Adaptives Verfahren zur effizienten numerischen Simulation mehr-skaliger Phänomene bei der Windumströmung von Bauwerken
Structural Engineering, Building Informatics and Construction Operation
Final Report Abstract
The project has developed a novel adaptive solution strategy for Vortex Particle Methods (VPM) that allows the efficient resolution of multiple scales that are characteristic of flows around bluff bodies with small structural details. The efficiency of the method arises from maintaining a sufficiently high spatial numerical discretization near the fluid-solid interface and a progressive coarsening away from the bodies and their structural details. The control of the particle map is achieved through remeshing based on high-order interpolation kernels and ensures an accurate representation of the flow features of different scales whose resolution is critical to an accurate computation of the pressures on the immersed structure subjected to separated flows. As the required time step of the time integration is directly related to the spatial resolution, the scheme is further enhanced by a temporal adaptivity realized through a sub-stepping technique for controlling the frequency at which the particle convection and diffusion steps are performed. The validation of the proposed technique was performed by simulations of the impulsively started flow past a circular cylinder at Reynolds number 3000, where both the spatial and the temporal strategies were at first independently studied and then combined to full adaptivity. A substantially higher computational efficiency compared to equally accurate non-adaptive simulations was observed. Further studies of accuracy and efficiency were performed by simulating the flow past the cross section of a bridge arch geometry featuring important small structural details. The parameters of the spatial and temporal resolution components are designed in such a way that they can be utilised for regional discretization that is either pre-defined such as implemented so far or being driven by other criteria such as error estimation techniques. As such the scheme is a flexible method to locally control resolution in VPM and thus to balance accuracy and computational cost. Further, the project has developed a GPU-based parallelization of the VPM implementation, specifically of the P3M method for the velocity field solution, which massively improves solution performance on modern computer architectures.
Publications
- (2018) Methods for controlling the local spatial and temporal resolution of vortex particle simulations of bluff body aerodynamics problems. Computers & Fluids 166 225–242
Milani, Dario; Morgenthal, Guido
(See online at https://doi.org/10.1016/j.compfluid.2018.02.016) - Parallels between wind and crowd loading of bridges, Philosophical Transactions of the Royal Society A, Vol. 371 (2013), pp. 20120430–20120430
McRobie, A., Morgenthal, G., Abrams, D., Prendergast, J.
(See online at https://dx.doi.org/10.1098/rsta.2012.0430) - A GPU-accelerated pseudo-3D vortex method for aerodynamic analysis, Journal of Wind Engineering and Industrial Aerodynamics, Vol. 125 (2014), pp. 69–80
Morgenthal, G., Corriols, A. S., Bendig, B.
(See online at https://doi.org/10.1016/j.jweia.2013.12.002) - Adaptive Methods for the Simulation of Multiscale Fluid Dynamic Phenomena Using Vortex Particle Methods with Applications to Civil Structures, IV. International Conference on Particle-based Methods, 2015
Milani, D., Morgenthal, G.
- Temporal and Spatial Adaptation Strategies in Aerodynamic Simulation of Bluff Bodies Using Vortex Particle Methods, 17th International Conference on Fluid Mechanics and Applications, 2015
Milani, D., Morgenthal, G.
- Accuracy Comparison of Different Approaches for Vortex Sheet Discretization on the Airfoil in Vortex Particle Method, V. International Conference on Particle-based Methods, 2017
Kuzmina, K.S., Marchevsky, I.K., Milani, D., Ryatina, E.P.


**Exercise brief:**
State how many lines of the entries hold the string "ciudad", and output nothing but that count.

**Entries provided:**
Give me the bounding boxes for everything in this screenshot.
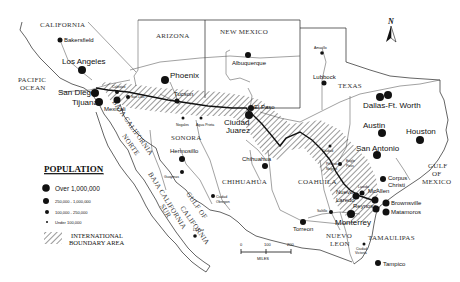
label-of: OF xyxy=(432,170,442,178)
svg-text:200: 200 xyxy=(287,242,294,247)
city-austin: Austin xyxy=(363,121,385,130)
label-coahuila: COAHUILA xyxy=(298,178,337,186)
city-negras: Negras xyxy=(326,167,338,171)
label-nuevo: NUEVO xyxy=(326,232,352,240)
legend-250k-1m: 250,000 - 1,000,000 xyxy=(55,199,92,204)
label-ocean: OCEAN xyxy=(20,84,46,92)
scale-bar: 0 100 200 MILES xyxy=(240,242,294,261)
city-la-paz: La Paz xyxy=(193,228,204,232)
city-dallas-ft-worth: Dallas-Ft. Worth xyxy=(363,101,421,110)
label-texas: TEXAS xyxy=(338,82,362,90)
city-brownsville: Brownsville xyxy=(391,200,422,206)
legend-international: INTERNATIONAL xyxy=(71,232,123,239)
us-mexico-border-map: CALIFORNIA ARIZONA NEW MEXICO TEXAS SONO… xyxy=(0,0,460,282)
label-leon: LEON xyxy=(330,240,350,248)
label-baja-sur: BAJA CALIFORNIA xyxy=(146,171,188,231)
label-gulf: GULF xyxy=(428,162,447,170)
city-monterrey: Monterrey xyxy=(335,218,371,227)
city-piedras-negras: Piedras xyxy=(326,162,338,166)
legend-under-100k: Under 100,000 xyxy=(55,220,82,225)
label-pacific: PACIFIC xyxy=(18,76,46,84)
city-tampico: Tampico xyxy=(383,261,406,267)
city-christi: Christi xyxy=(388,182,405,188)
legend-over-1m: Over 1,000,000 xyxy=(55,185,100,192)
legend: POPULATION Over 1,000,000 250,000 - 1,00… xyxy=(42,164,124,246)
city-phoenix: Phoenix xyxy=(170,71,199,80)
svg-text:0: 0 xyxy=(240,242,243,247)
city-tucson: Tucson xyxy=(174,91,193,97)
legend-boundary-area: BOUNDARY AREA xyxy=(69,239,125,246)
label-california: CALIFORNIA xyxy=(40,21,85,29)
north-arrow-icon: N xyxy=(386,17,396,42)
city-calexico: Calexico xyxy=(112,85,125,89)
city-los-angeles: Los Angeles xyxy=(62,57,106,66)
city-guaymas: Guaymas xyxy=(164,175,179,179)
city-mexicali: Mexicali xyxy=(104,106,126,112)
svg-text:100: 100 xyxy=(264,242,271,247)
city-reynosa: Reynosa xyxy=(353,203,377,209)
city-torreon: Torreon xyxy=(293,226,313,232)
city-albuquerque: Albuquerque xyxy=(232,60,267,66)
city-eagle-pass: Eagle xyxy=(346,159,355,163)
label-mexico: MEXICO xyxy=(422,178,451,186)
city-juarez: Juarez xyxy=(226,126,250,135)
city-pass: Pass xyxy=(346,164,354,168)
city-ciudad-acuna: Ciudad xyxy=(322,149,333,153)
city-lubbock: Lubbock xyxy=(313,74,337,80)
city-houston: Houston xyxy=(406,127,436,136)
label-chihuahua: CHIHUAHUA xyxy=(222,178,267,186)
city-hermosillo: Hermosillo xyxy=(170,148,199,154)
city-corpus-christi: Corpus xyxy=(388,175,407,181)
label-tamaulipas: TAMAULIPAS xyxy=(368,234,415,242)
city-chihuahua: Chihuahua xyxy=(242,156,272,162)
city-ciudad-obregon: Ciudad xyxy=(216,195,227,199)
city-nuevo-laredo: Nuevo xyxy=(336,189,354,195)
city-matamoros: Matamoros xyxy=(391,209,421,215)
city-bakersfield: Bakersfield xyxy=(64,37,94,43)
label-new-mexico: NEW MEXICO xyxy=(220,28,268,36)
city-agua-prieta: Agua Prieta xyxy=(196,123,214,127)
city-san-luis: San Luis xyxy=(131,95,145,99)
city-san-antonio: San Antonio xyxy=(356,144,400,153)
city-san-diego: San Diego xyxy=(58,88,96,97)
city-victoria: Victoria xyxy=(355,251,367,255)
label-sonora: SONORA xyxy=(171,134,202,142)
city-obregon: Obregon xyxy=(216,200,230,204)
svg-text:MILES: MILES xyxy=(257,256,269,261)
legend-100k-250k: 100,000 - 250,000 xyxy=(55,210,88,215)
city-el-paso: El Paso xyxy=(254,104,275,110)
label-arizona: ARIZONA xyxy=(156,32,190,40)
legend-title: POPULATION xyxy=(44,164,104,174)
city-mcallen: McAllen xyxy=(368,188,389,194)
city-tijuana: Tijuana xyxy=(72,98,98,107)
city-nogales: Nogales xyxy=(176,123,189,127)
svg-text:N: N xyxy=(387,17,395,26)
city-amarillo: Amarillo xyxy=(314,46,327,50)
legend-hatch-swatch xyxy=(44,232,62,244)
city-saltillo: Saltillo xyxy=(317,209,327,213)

**Task solution:**
2